European Stocks End Tuesday in Red
The benchmark pan-European Stoxx Europe 600 index shed 3.08%, or 19.19 points, closing at 604.44 — dragged lower by sweeping losses across nearly every major sector.
National indices fared no better. Germany's DAX 40 sank 3.44% to 23,790.65, while France's CAC 40 dropped 3.46% to 8,103.84. Italy's FTSE MIB 30 bore the steepest decline among major eurozone benchmarks, tumbling 3.92% to 44,468.46. Spain's IBEX 35 plunged 4.55% to 17,062.4 — the sharpest national index fall of the session — and Britain's FTSE 100 slid 2.75% to 10,484.13.
President Donald Trump added to market unease Tuesday by announcing he intends to sever all trade ties with Spain, after Madrid barred Washington from using Spanish military installations to conduct strikes against Iran.
The selloff was indiscriminate in its reach. Banking stocks shed 4.3%, utility shares fell 4.4%, and insurance equities declined 3.6%. Even the defense sector — which had posted gains in the prior session — reversed course, with the Stoxx Aerospace and Defense index retreating nearly 2.6%.
Travel and leisure shares were also caught in the crossfire, dropping 2% as sweeping airspace shutdowns across the Middle East forced airlines to ground thousands of flights, amplifying fears over the conflict's mounting economic cost.
The escalation deepened as hostilities extended beyond Israel and Iran into the wider Gulf region, solidifying a pronounced risk-off shift among global investors. Safe-haven gold rallied on heightened demand, while equity markets across the US and Asia also moved into negative territory.
Crude oil extended its gains for a second straight session, propelled by fears that critical energy infrastructure could be targeted, threatening to accelerate global inflation.
Iran's Islamic Revolutionary Guard Corps stated Monday that the Strait of Hormuz has been closed to transit and warned that vessels attempting to cross would be attacked — a declaration that sent fresh shockwaves through commodity markets reliant on the crucial waterway.
The European Union called on all sides to step back from the brink, urging maximum restraint and the safeguarding of civilian lives.
On the economic front, eurozone annual inflation ticked up to 1.9% in February from 1.7% in January — a modest acceleration that nonetheless adds complexity to the European Central Bank's policy calculus amid the geopolitical turbulence.
The euro weakened against the dollar, with the EUR/USD rate slipping 0.85% to 1.1591 as of 1740 GMT.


▶ [Problem statement]
Restate the records in full, keeping every word as it is.

▶ [Records supplied]
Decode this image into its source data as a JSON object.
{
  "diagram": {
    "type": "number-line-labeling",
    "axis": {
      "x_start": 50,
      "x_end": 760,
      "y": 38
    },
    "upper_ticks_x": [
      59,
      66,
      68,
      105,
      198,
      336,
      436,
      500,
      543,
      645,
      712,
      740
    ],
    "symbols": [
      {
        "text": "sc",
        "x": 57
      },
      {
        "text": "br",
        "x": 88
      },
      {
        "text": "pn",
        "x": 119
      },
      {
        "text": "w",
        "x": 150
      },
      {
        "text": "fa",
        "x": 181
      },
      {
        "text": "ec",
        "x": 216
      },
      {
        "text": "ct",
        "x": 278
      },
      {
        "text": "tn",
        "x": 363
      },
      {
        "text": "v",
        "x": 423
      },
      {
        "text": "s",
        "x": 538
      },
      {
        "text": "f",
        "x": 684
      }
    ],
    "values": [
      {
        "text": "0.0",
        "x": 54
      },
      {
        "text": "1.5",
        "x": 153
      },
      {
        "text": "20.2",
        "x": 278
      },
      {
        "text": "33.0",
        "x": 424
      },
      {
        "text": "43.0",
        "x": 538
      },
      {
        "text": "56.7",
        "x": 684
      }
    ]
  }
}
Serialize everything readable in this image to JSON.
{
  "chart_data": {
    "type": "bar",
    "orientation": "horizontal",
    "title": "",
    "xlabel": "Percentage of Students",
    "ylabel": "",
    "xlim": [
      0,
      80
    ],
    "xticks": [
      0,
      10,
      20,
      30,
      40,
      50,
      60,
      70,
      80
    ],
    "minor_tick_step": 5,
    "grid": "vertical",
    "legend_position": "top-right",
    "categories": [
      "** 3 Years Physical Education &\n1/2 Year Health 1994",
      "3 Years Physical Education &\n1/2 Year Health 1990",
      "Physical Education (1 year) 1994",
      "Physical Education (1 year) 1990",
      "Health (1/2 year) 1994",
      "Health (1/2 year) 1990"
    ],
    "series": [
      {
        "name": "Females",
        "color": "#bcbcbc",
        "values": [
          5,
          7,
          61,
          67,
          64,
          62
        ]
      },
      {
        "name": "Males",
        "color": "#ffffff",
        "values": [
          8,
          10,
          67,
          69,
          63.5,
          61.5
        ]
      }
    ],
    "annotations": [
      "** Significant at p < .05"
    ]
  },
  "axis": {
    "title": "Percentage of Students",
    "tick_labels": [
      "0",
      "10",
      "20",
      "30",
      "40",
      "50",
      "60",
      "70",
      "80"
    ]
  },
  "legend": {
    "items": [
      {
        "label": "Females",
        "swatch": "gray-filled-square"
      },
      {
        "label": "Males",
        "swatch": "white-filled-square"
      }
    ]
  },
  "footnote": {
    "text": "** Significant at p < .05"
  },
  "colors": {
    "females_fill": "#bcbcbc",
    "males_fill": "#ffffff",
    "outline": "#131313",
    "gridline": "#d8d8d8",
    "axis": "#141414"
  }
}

▶ [Response]
Decode this image into its source data as a JSON object.
{
  "diagram": {
    "type": "number-line-labeling",
    "axis": {
      "x_start": 50,
      "x_end": 760,
      "y": 38
    },
    "upper_ticks_x": [
      59,
      66,
      68,
      105,
      198,
      336,
      436,
      500,
      543,
      645,
      712,
      740
    ],
    "symbols": [
      {
        "text": "sc",
        "x": 57
      },
      {
        "text": "br",
        "x": 88
      },
      {
        "text": "pn",
        "x": 119
      },
      {
        "text": "w",
        "x": 150
      },
      {
        "text": "fa",
        "x": 181
      },
      {
        "text": "ec",
        "x": 216
      },
      {
        "text": "ct",
        "x": 278
      },
      {
        "text": "tn",
        "x": 363
      },
      {
        "text": "v",
        "x": 423
      },
      {
        "text": "s",
        "x": 538
      },
      {
        "text": "f",
        "x": 684
      }
    ],
    "values": [
      {
        "text": "0.0",
        "x": 54
      },
      {
        "text": "1.5",
        "x": 153
      },
      {
        "text": "20.2",
        "x": 278
      },
      {
        "text": "33.0",
        "x": 424
      },
      {
        "text": "43.0",
        "x": 538
      },
      {
        "text": "56.7",
        "x": 684
      }
    ]
  }
}
Serialize everything readable in this image to JSON.
{
  "chart_data": {
    "type": "bar",
    "orientation": "horizontal",
    "title": "",
    "xlabel": "Percentage of Students",
    "ylabel": "",
    "xlim": [
      0,
      80
    ],
    "xticks": [
      0,
      10,
      20,
      30,
      40,
      50,
      60,
      70,
      80
    ],
    "minor_tick_step": 5,
    "grid": "vertical",
    "legend_position": "top-right",
    "categories": [
      "** 3 Years Physical Education &\n1/2 Year Health 1994",
      "3 Years Physical Education &\n1/2 Year Health 1990",
      "Physical Education (1 year) 1994",
      "Physical Education (1 year) 1990",
      "Health (1/2 year) 1994",
      "Health (1/2 year) 1990"
    ],
    "series": [
      {
        "name": "Females",
        "color": "#bcbcbc",
        "values": [
          5,
          7,
          61,
          67,
          64,
          62
        ]
      },
      {
        "name": "Males",
        "color": "#ffffff",
        "values": [
          8,
          10,
          67,
          69,
          63.5,
          61.5
        ]
      }
    ],
    "annotations": [
      "** Significant at p < .05"
    ]
  },
  "axis": {
    "title": "Percentage of Students",
    "tick_labels": [
      "0",
      "10",
      "20",
      "30",
      "40",
      "50",
      "60",
      "70",
      "80"
    ]
  },
  "legend": {
    "items": [
      {
        "label": "Females",
        "swatch": "gray-filled-square"
      },
      {
        "label": "Males",
        "swatch": "white-filled-square"
      }
    ]
  },
  "footnote": {
    "text": "** Significant at p < .05"
  },
  "colors": {
    "females_fill": "#bcbcbc",
    "males_fill": "#ffffff",
    "outline": "#131313",
    "gridline": "#d8d8d8",
    "axis": "#141414"
  }
}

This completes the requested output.